Paradox

I foretold the former things long ago,
my mouth announced them and I made them known;
then suddenly I acted, and they came to pass. (Isaiah 48:3)

One of the questions that theologians like to wrestle with is the question of God’s sovereignty versus human free will.  The thought is expressed thusly: if God has determined the future and knows everything that will happen, then what’s the point?  How can people really be free? Are we not reduced to mere meat robots, forced to follow our programming, fated to whatever end our programmer has decided and destined to suffer for our decisions over which we had no choice?  Why do we get blamed for what we do, then?  God made me do it!

Consider that you decide to plan a surprise anniversary party.  You make the determination that it's going to happen.  You make all the preparations.  And you pull it off and the couple are genuinely surprised.  The reason the surprise party happened is because you intervened in the affairs of the world: you got helpers and made preparations.  You ordered the food, arranged the venue, invited people and got them to RSVP; they arranged their schedules and put it on their calendars so that they would make it to the party on the day and hour you’d set.  You found a way to get the couple to come to the place of the party on the right day at the right time without them figuring out that they were coming to their own anniversary party.  They were pleasantly surprised and overwhelmed. Then people ate, had fun, talked, and celebrated.  Gifts were given and received.  Afterwards, the place was cleaned up, trash tossed out, extra food distributed and everyone went back home and returned to their own lives.

Question: did your sovereignty over the party mean that all who were involved had lost their free will?  Was it all absolutely and completely “determined?”  Were your celebrants all reduced to meat robots?

If we look at the passage in Isaiah (as an example), it suggests, I think that God goes about getting his way in much the same way we plan future events.  He predicts the future, because it’s the future he wants, and the future happens the way he wants because, to paraphrase the fictional Jean-Luc Picard from Star Trek, he “makes it so.”  But God “making it so” does not require turning people into zombie automatons, any more than you have to handcuff people to make them do what you’ve planned for an anniversary party.  You can achieve your goals not because you are a dictator, but just because it’s a normal and ordinary part of everyday life to make plans and see them fulfilled, despite, as Ecclesiastes says, “time and chance happen to all.”

God’s “sovereignty” and his success in getting things done, does not require determinism.  There’s a reason that the biblical authors and participants never seemed to feel the tension felt by modern theologians over the question of God’s sovereignty and human free will.  Reality is different from theory and theory needs to adjust to it.  The paradox theologians see between a powerful God and human free will remind me of  Zeno’s paradoxes of motion: they seem reasonable and serious until you actually watch a race or see an arrow fly.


- [Exercise goal]
Reproduce every record below exactly as written, leaving out any pictures.

Image-backed grounding data:
# # # # #

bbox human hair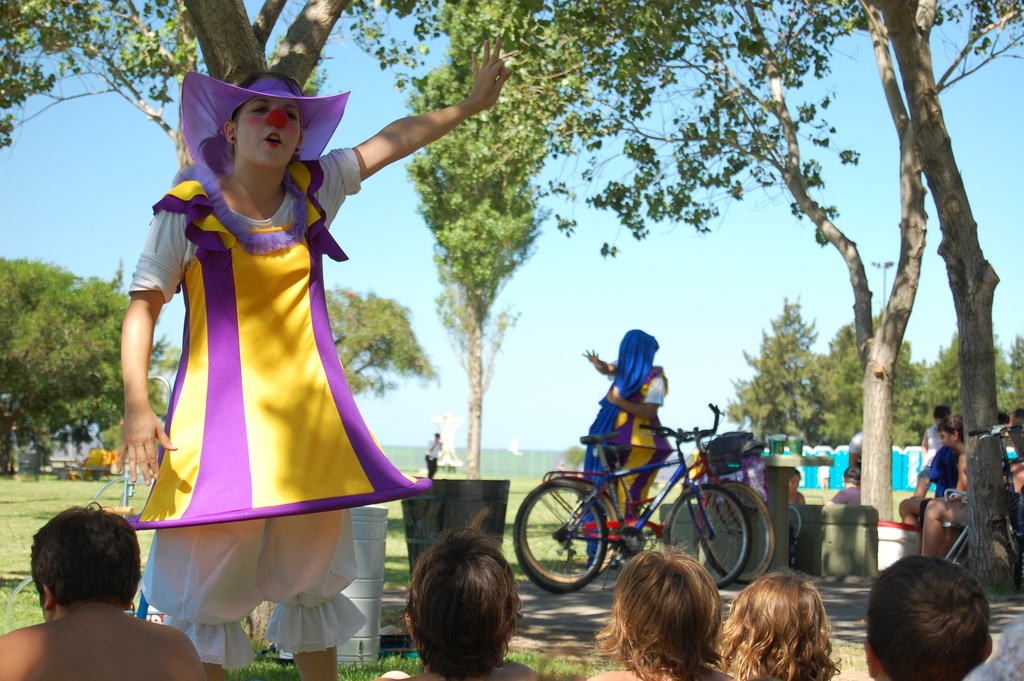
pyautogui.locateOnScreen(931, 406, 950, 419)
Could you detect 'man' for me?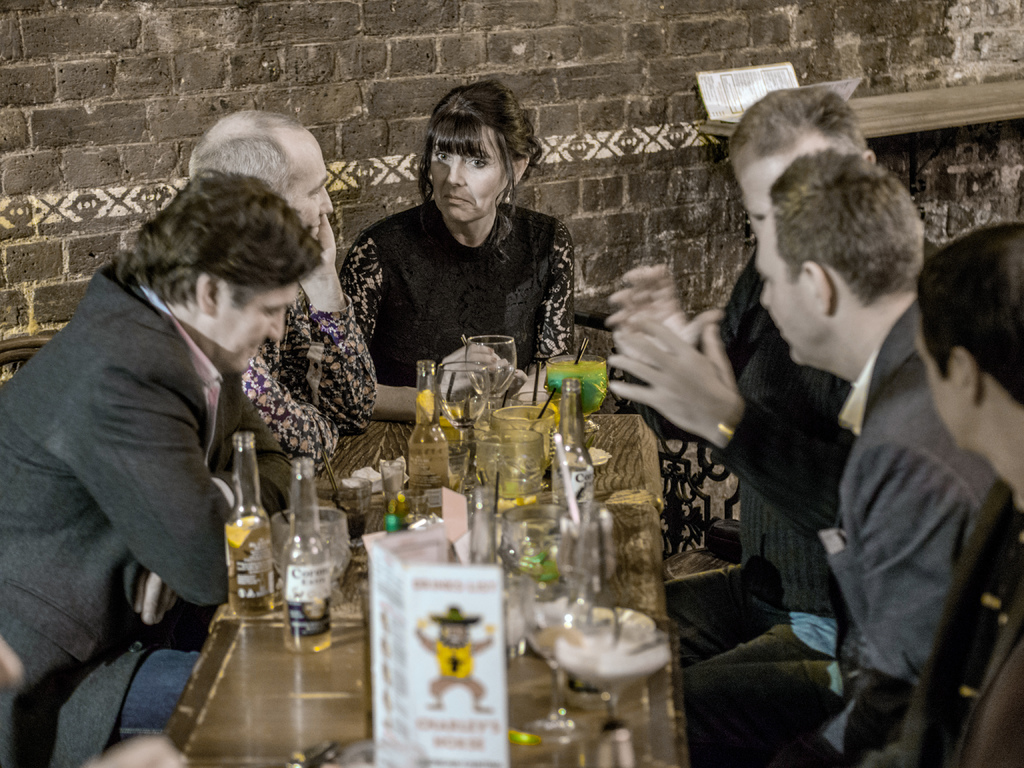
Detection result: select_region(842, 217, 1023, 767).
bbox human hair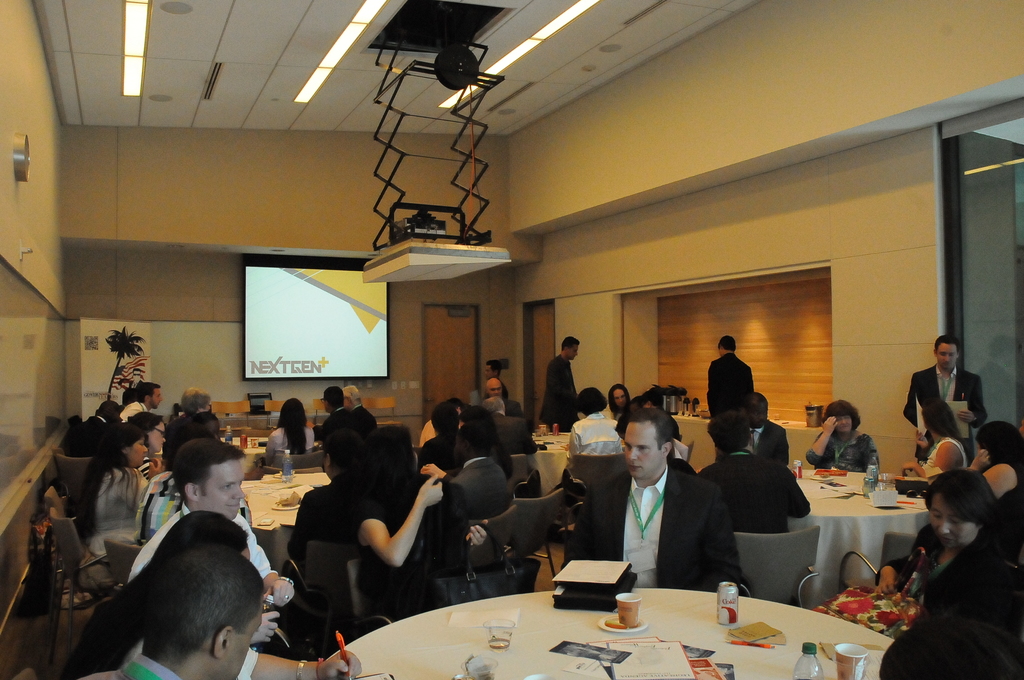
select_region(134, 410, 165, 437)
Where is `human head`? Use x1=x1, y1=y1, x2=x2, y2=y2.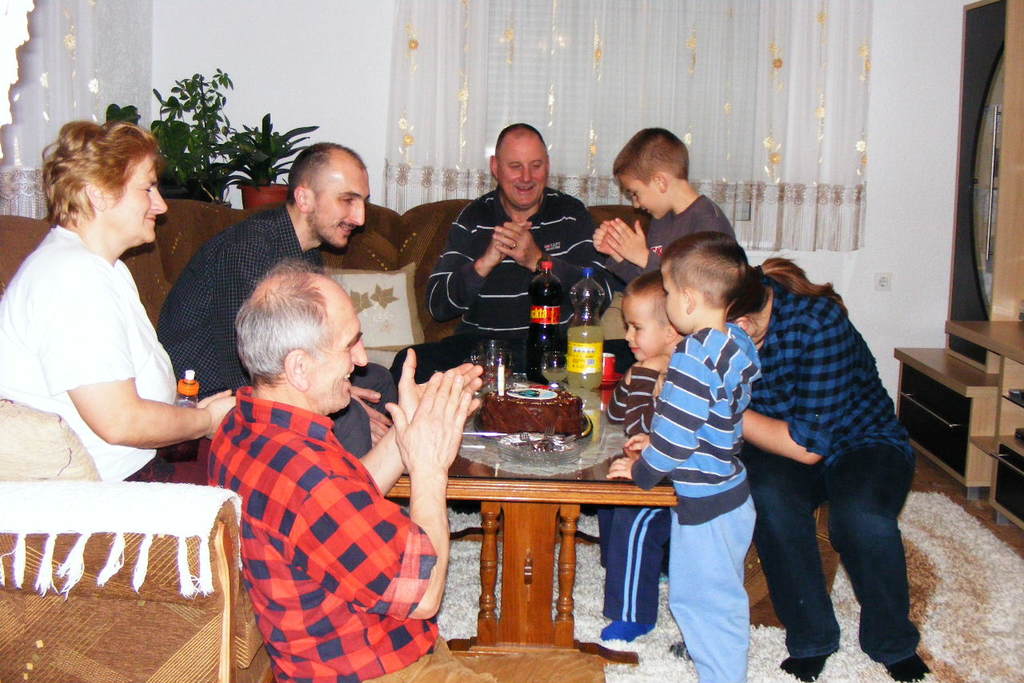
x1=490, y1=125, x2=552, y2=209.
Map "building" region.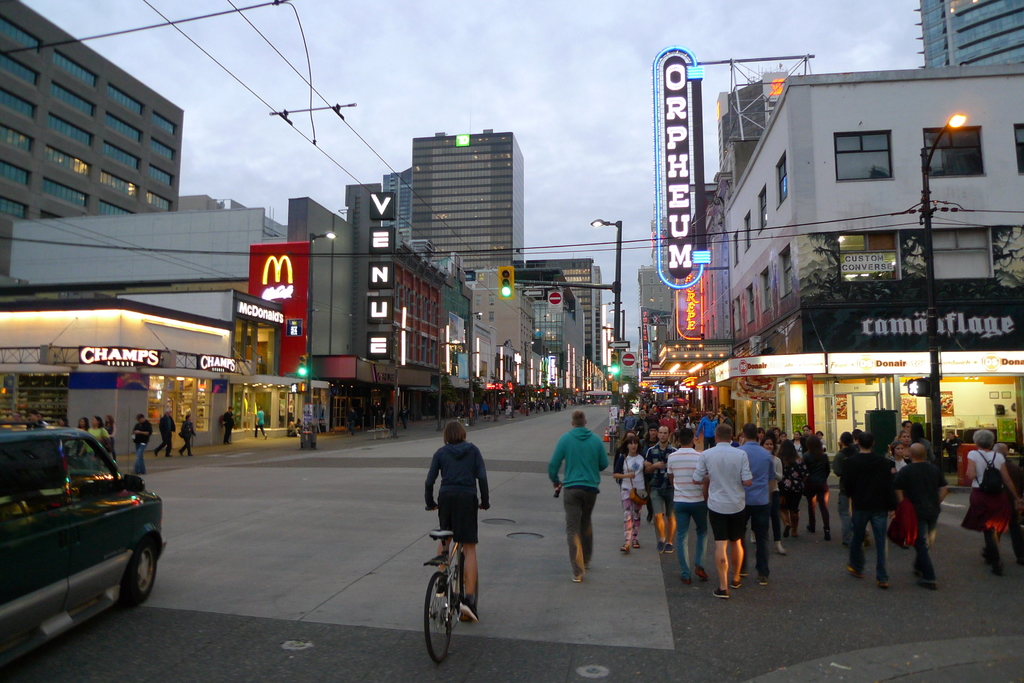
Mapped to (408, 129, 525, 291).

# # # # #

- [Answer to the problem]
bbox human hair
pyautogui.locateOnScreen(931, 406, 950, 419)
Could you detect 'man' for me?
Detection result: select_region(842, 217, 1023, 767).
bbox human hair
select_region(134, 410, 165, 437)
Where is `human head`? Use x1=x1, y1=y1, x2=x2, y2=y2.
x1=490, y1=125, x2=552, y2=209.
Map "building" region.
Mapped to (408, 129, 525, 291).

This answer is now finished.